They will save large amounts of money

Jun 26, 2009 09:39 GMT  ·  By

Experts from the Fraunhofer Institute for Ceramic Technologies and Systems IKTS, in Dresden, Germany, have just created a new type of particle filter that is circle-shaped. Although this may not seem like much, their creation will help vehicle users save a lot of money when they will install particle filters on their automobiles, trucks, buses, fork-lifts, and so on. Until now, only square filters were available, and they had to be rounded up by cutting them with a diamond-head drill, a procedure that is fairly expensive. Now, it will become a thing of the past.

The German innovation addresses off-road vehicles such as diggers and fork-lift trucks, as well as city buses and garbage trucks. These vehicles will have to comply with the new European Union (EU) norms on pollution from 2011, which state that all of them will need to have particle filters installed.
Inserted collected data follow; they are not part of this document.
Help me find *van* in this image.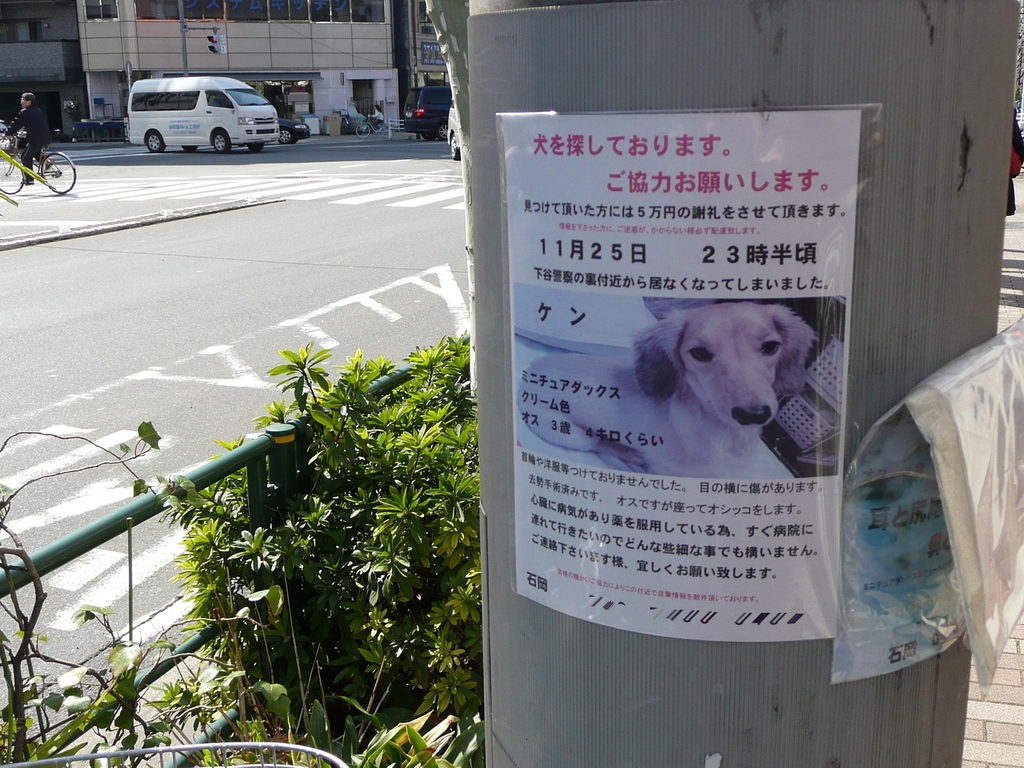
Found it: left=123, top=76, right=286, bottom=154.
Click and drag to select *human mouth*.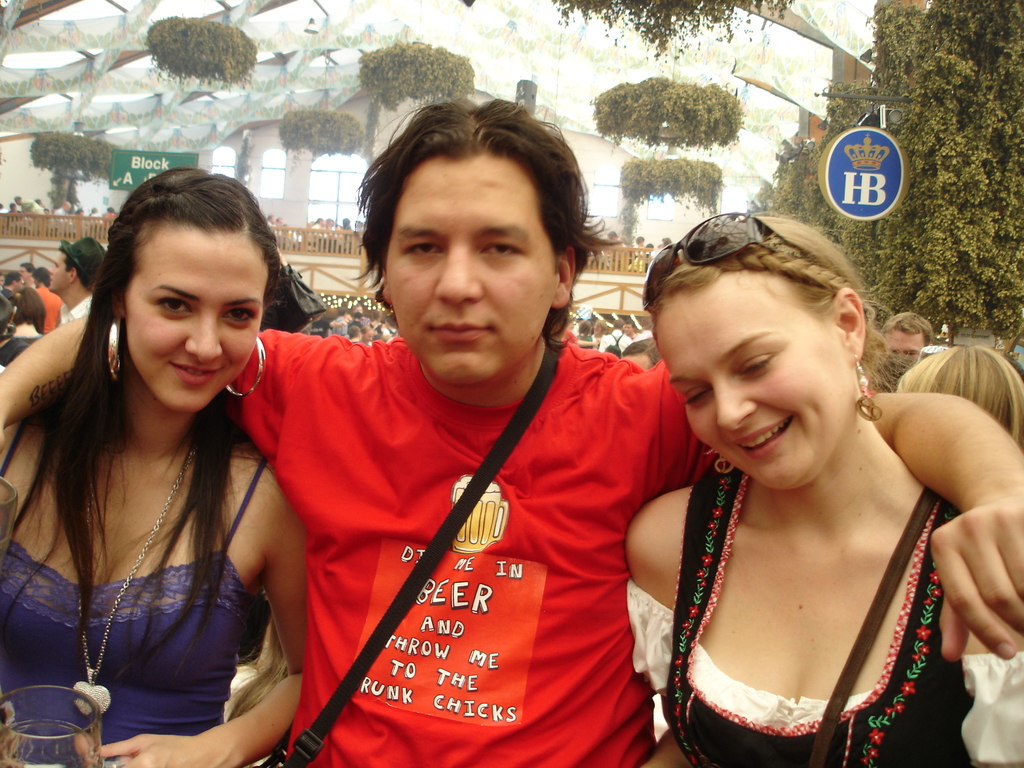
Selection: box=[170, 362, 221, 388].
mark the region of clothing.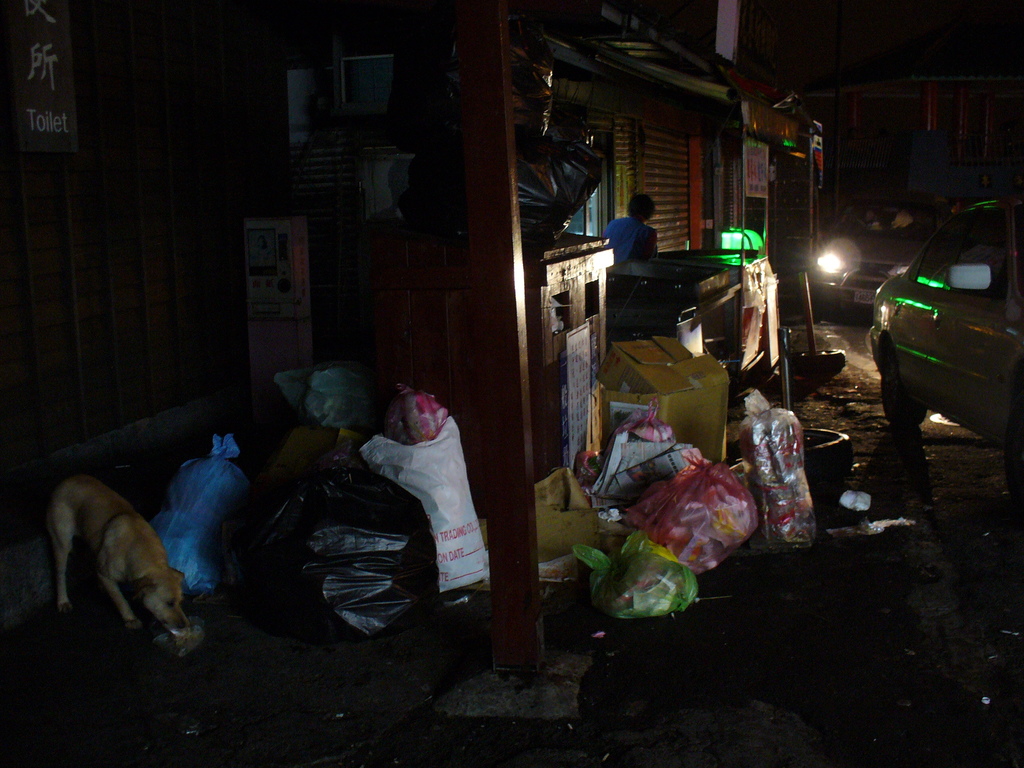
Region: {"left": 602, "top": 216, "right": 659, "bottom": 260}.
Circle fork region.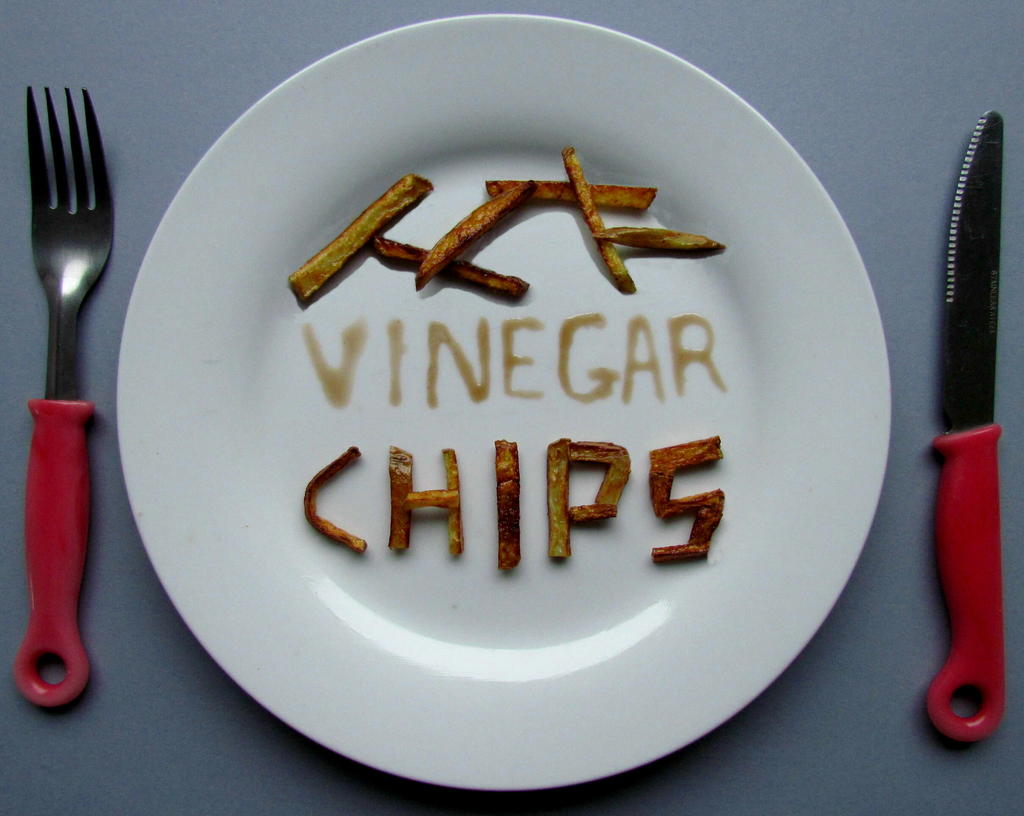
Region: bbox=(10, 85, 117, 706).
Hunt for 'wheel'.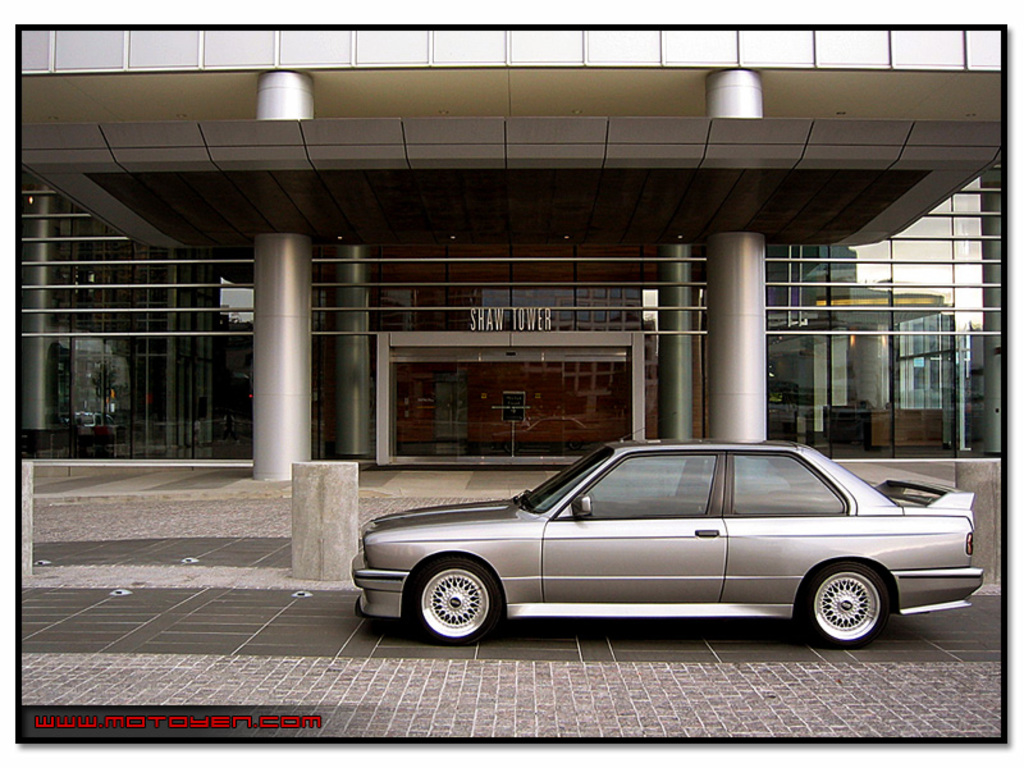
Hunted down at [803, 571, 900, 648].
The aim is to cut back on greenhouse gas emissions within the Union by up to 95 percent. However, at this point, the only available option is to take a square filter, which can be found in average cars, and chopping it to pieces with a diamond cutter, until the desired shape is obtained.

Now, thanks to the work of Joerg Adler and Dr. Reinhard Lenk, both experts at the German Fraunhofer Institute, that issue may have been resolved. Using a proprietary IKTS porous silicon carbide ceramic material, the team managed to develop a highly efficient ceramic diesel particle filter, to be used predominantly by heavy vehicles such as those enumerated above. Their work has brought them the 009 Joseph von Fraunhofer prize, which they will receive soon.
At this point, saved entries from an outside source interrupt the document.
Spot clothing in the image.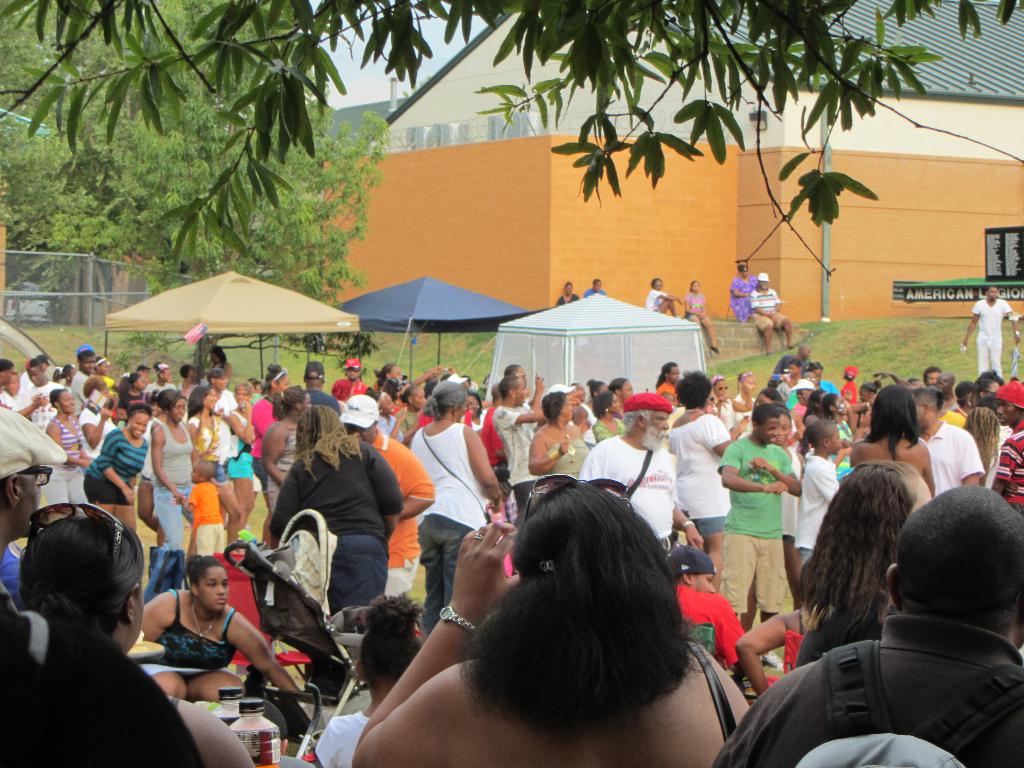
clothing found at left=0, top=389, right=22, bottom=421.
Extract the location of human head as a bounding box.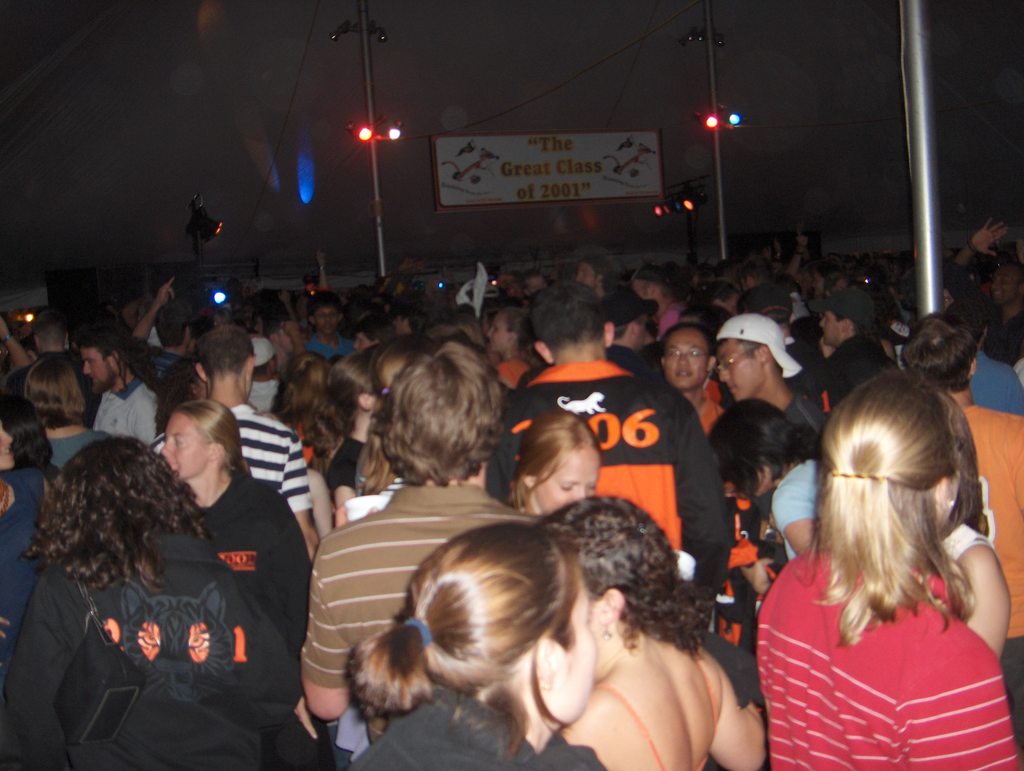
548/492/678/660.
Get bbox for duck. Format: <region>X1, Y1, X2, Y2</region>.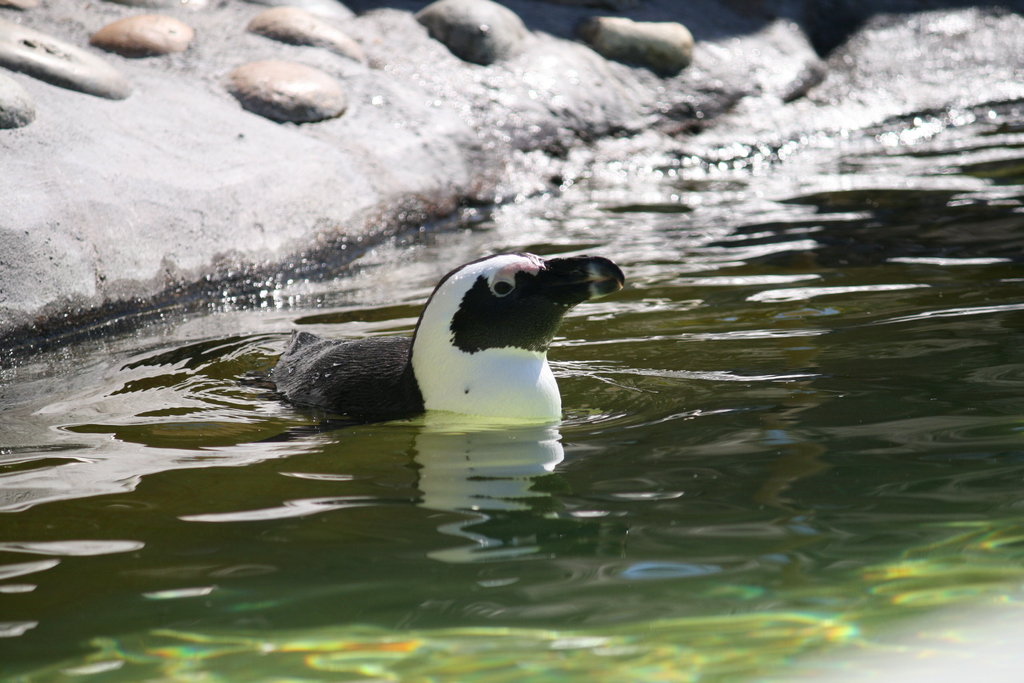
<region>266, 251, 634, 441</region>.
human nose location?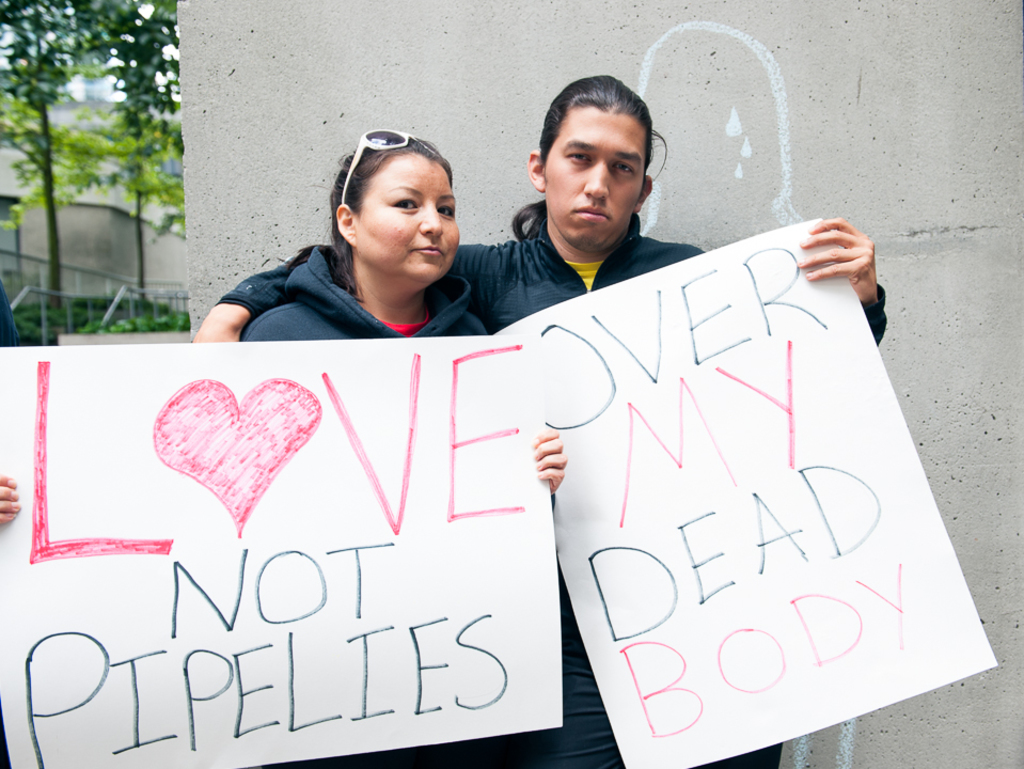
locate(580, 171, 609, 199)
In a particle filter, the size, distribution and volume of its pores are essential to its performance. When starting anew with their construction, the two scientists had no idea what shape suited their new filter best. “We agonized over the basic shape of the filter segments,” Adler said. Working together with colleagues from the HUSS Umwelttechnik GmbH, the experts were finally able to come up with an appropriate shape, and also to develop a method of mass-producing the device, so as to lower its retail costs, and make them affordable for drivers.

“We have also thought about the series at all stages of the development and defined the conditions for it with our partner. Some of the CDC staff members were initially directly involved in the project work at the institute, in order to simplify the transfer to production,” Lenk said. Clean Diesel Ceramics (CDC) GmbH is a subsidiary of HUSS, created back in 2008, with the purpose of producing the ceramic fibers needed for the new filters.